Not all Realtors subscribe to this “I don’t want to see it” philosophy. We sometimes catch flak for this from buyer agents who want to leverage inspection report items to gain price reductions during inspection periods, and they sometimes become angry when we inform them that our seller doesn’t need to see or want to see buyer’s inspection report.

Why not just look at the report?

Section 7 of the commonly used TAR Seller’s Disclosure Notice asks sellers:

Within the last 4 years, have you (Seller) received any written inspection reports from persons who regularly provide inspections and who are either licensed inspectors or otherwise permitted by law to perform inspections? lf yes, attach copies and complete the following:

Most Seller’s Disclosures say “No” on Section 7. Once you receive your buyer’s inspection report, and if the deal craters, you have to change section 7 to “Yes” and attach the report you received, whether you agree with the findings or not, and no matter what mis-characterizations and false assumptions the report might contain. This opens a huge can of worms and can affect the answers you must provide in other parts of the Seller Disclosure.

Additionally, you are already under contract for an agreed price, as-is, and there is nothing in your Texas sales contract that requires you to make repairs (unless specifically written in the initial contract) or look at buyer’s inspection. Buyer has an Option Period, usually 7 to 10 days, to examine the property and conduct whatever other due diligence buyer deems appropriate. During this Option Period, the ball is entirely in the buyer’s court. If the buyer does not terminate prior to the end of the Option Period, the deal continues unchanged.

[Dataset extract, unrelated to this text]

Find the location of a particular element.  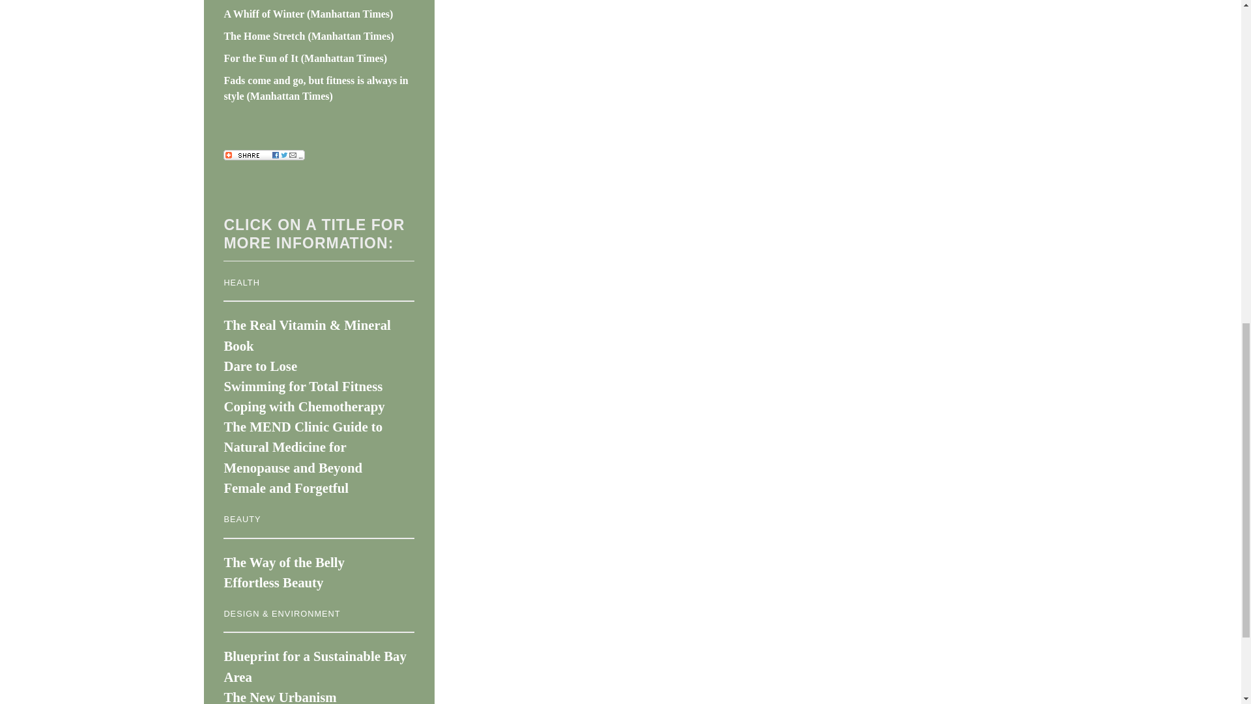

In almost every deal, however, buyers come back and seek a price adjustment based on conditions that were not factored into the agreed contract price. These range from small and reasonable adjustments to hysterical and ridiculous demands. It is the manner and style in which these adjustments are calculated, communicated and resolved that reveal huge differences in real estate agents and how we advise clients and conduct negotiations. Is there a “right” way and a “wrong” way to go about this? I believe there is.